Oct 8, 2012

“Just because the market looks better to you on the money doesn’t mean it has recovered from the corruption of title. You still need a lawyer and you absolutely need to do a title and securitization search or at least a consult with someone who can review the past history of the property. The risk here is that you can start off as a “buyer” and end up as a “loser” when title fails and the title policy doesn’t cover it.” —Neil F Garfield, livinglies.me

Morgan Stanley predicts 9 % growth in prices this year alone and another strong year next year. The projection is preposterous. But the idea is out there and it will have its effect as the housing market scrapes the bottom of the barrel. The more confidence people have that the worst of the housing crisis is over the more they will tend to take another look at buying and that will have its own effect.
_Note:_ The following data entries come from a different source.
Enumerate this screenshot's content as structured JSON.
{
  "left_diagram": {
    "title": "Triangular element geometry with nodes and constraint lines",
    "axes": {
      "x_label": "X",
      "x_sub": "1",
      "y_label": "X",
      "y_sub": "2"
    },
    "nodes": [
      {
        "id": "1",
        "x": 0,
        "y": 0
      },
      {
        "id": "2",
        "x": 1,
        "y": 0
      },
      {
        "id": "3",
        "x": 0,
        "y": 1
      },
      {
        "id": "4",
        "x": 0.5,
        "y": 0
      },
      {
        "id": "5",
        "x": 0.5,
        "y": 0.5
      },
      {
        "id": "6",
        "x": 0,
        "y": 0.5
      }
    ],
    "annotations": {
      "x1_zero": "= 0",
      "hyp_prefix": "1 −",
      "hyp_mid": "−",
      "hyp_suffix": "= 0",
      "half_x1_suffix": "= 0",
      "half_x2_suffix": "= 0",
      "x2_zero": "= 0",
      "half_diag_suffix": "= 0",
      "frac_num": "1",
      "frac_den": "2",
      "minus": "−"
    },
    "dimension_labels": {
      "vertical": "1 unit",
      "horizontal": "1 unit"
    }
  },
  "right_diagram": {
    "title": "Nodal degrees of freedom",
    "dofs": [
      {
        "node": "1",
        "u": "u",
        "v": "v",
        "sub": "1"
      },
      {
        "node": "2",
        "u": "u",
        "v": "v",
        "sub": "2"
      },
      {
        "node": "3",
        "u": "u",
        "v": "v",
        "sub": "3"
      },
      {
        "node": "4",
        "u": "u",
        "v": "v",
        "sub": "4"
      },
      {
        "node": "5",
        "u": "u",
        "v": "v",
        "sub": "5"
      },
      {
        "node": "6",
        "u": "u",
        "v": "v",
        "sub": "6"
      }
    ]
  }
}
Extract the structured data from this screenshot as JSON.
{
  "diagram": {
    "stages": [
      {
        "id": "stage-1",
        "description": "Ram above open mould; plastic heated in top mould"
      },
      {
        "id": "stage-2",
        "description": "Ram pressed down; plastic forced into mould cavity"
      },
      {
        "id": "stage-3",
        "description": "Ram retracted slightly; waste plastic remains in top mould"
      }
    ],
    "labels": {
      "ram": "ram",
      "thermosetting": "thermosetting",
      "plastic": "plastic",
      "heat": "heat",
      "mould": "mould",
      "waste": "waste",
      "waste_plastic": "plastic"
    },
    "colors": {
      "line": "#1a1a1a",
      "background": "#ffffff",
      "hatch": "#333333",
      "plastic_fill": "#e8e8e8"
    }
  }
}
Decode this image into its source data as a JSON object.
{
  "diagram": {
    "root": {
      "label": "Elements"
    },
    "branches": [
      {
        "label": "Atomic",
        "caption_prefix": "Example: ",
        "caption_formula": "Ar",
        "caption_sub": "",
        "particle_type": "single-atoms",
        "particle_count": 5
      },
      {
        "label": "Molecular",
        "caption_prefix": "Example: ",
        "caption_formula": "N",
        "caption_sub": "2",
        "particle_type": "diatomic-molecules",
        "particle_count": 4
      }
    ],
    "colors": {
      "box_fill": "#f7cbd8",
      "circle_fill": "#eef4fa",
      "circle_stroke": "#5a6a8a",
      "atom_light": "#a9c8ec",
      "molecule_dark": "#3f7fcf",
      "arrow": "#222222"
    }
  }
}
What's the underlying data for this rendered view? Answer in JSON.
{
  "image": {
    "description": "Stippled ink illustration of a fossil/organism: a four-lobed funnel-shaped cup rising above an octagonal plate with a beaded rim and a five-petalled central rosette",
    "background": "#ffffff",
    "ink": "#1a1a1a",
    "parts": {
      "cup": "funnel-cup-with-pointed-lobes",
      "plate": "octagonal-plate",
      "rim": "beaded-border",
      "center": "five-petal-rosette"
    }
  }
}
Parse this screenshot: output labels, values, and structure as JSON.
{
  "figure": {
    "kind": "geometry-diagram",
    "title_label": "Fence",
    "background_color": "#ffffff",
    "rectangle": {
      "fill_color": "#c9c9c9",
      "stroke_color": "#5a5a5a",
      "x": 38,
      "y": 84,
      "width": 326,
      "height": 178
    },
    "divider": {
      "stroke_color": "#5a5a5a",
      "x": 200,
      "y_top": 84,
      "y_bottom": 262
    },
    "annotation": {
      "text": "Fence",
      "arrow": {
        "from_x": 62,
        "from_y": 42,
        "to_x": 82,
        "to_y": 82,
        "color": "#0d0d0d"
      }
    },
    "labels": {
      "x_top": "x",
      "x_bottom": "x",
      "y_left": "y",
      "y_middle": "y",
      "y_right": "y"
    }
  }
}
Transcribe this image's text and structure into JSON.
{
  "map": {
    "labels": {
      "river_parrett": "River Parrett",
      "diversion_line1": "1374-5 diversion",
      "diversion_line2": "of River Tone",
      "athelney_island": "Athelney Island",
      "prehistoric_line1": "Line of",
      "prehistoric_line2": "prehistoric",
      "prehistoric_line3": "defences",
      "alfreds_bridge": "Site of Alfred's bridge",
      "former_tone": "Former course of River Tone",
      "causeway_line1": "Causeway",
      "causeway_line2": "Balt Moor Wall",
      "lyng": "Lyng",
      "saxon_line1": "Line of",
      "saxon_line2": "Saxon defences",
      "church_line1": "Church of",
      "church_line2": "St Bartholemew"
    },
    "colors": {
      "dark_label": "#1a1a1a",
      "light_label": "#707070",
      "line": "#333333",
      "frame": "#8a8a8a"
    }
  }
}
Schiller takes this psychological game to a new level in the New York times, suggesting that a crowd mentality was the reason for the boom, the reason for the bust and the reason we will come back out of it. But at least he understands the difference between values which are the fundamentals of housing transactions and prices which are the product of psychological factors. The fact remains that median income, while rising slightly lately, showing the incredible strength of the American economy despite all odds against it, is still largely flat when you take a couple of steps back to look at the whole picture.

Median income is the obvious indicator upon which economists agree to set values for housing and other things consumers buy. The reason is the same as any three year old can understand. If people don’t have the money or the credit, they won’t get it because they can’t.

Is another boom and bust bubble coming our way? Probably. That is because despite the various “restrictions” and regulations, the securitization claims against mortgages are on the rise which means that nobody has the risk that a normal bank would have doing a straight out one on one loan of the bank to a consumer. The loopholes abound where the participants can make pornographic fees on a relatively simple mortgage even if it is conventional with someone who has a high credit rating.

As the credit rating declines and as the rules loosen up a bit, the big money is in higher interest rate loans where the loan interest is higher than the amount sought by investors who are still buying mortgage backed bonds and exotic variations of those instruments and still buying the concept of REMIC trust, despite the fact there is no trust, nobody to trust, and nobody in charge, giving plausible deniability to everyone in the chain of “securitization.”